Other factors that could lead to comp injury severity or frequency include post-traumatic stress disorder and related depression, sleep deprivation, substance abuse and social maladjustment. He suggested returning vets need monitoring in stressful jobs and those involving heavy equipment and driving.

Zurich North America's Ms. Tomlin said the metal powder beryllium, which is used in dental labs and in products such as televisions, X-rays, mirrors, springs, calculators and computers, could impact 10,000 employer locations and 48,000 employees.

Another injury causation factor she revealed was the stress to hotel housekeepers who must change 500 pounds of linen a day on king-sized beds. Such workers, she said, face a disability injury rate 51 percent higher than for other service sector workers.

Bed bugs, she said, are a hazard that can injure workers in hotels, theatres, dormitories and apartments, and can cause skin swellings, irritation and itching that can lead to infection and "cause anxiety and mental anguish."

Ms. Tomlin also noted the danger of chronic, disabling and sometimes fatal injury from silica dust--a substance that at least 1.7 million workers are exposed to.

In the unknown comp injury category, Ms. Tomlin placed the 25,000 workers currently laboring in the field of nanotechnology, the manufacture of items with matter the size of a billionth of a meter.

At this point, she said, it is undetermined what the effects might be from exposures in that industry.

At a separate session, Mr. Hartwig was one of several experts assessing the comp insurance industry, who said the sector is showing continuing improvement even as worries persist over terrorism and medical costs. He noted that workers' comp had a 7.9 percent rate of return last year and its combined ratio was 90 for the accident year and 102 for the calendar year--a vast improvement for a sector that in 2001 had a calendar-year combined ratio of 122.

The line, he opined, was "very profitable indeed."

The p-c sector overall, he said, had its combined ratio helped by workers' comp. This year, the p-c industry overall should see its combined ratio end at 97 or perhaps even better, he predicted.

While lost-time claims frequency was down 4.5 percent last year, medical costs have continued to climb, he said. Since 1985, the medical share of comp claim payments has grown from 44 percent to 58 percent, and Mr. Hartwig forecast it will hit 75 percent in five or six years.

Susan Doyle, Wausau Insurance executive vice president and general field operations manager, said the medical cost issue "goes well beyond workers' compensation."

"This is an overall health care issue and we will be swept along." Comp insurers, she said, should work to "stimulate movement to improve the overall health care situation."

John Santulli, PMA Insurance Group senior vice president for marketing and field operations, listed tools that comp insurers can use to keep costs down: getting accident reports in on a timely basis, checking the effectiveness of network treatment systems, working to control prescription plan costs, and preventing improperly upcoded provider bills.

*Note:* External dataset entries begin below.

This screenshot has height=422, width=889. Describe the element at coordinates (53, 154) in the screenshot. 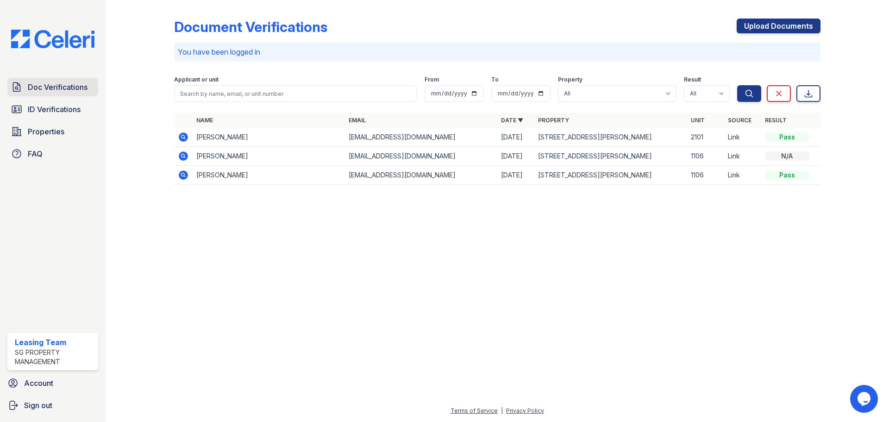

I see `a: FAQ` at that location.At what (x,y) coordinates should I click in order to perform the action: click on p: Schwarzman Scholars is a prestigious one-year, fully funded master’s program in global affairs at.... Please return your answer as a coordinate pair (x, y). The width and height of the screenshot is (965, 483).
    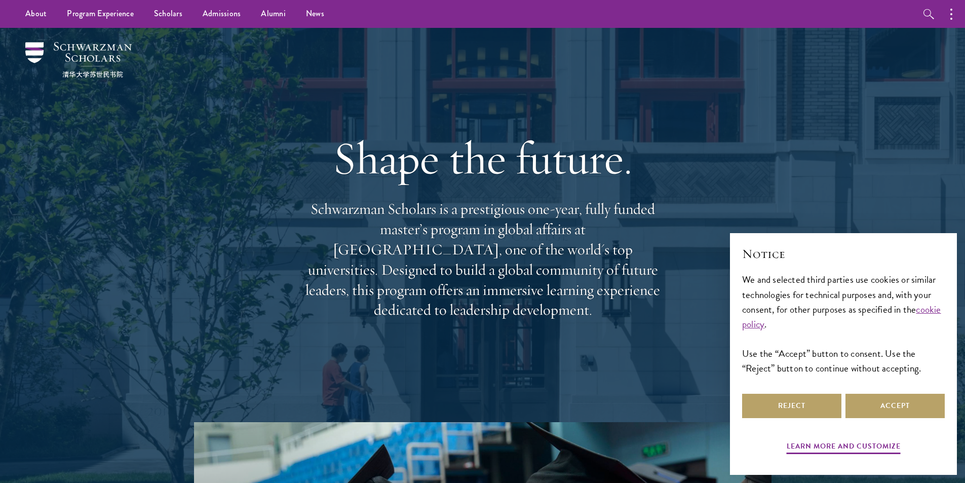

Unless the comp system puts more controls on health treatment utilization, there will be more acceleration in medical costs, he added.

Vern Steiner, CNA vice president for workers' compensation claims, said while claimant fraud has not increased there are now more attempts to tie all a worker's ailments "to work-related woes."

Mr. Steiner also voiced a concern that as more states institute utilization controls there could be the kind of reaction that has been seen against health maintenance organizations, restricting treatments.

Medical treatment, he said, "isn't black and white," and if utilization controls are too restrictive there could be "a public backlash and reforms might be undone."

Mr. Hartwig also voiced alarm over how comp insurers will fare if the Terrorism Risk Insurance Act is allowed to expire in 2007.

The way to lobby the issue, he said, is to involve local Chamber of Commerce members. At this point, however, he said local business people are not thinking about this. "Hardly a neuron fires on the TRIA issue," he said.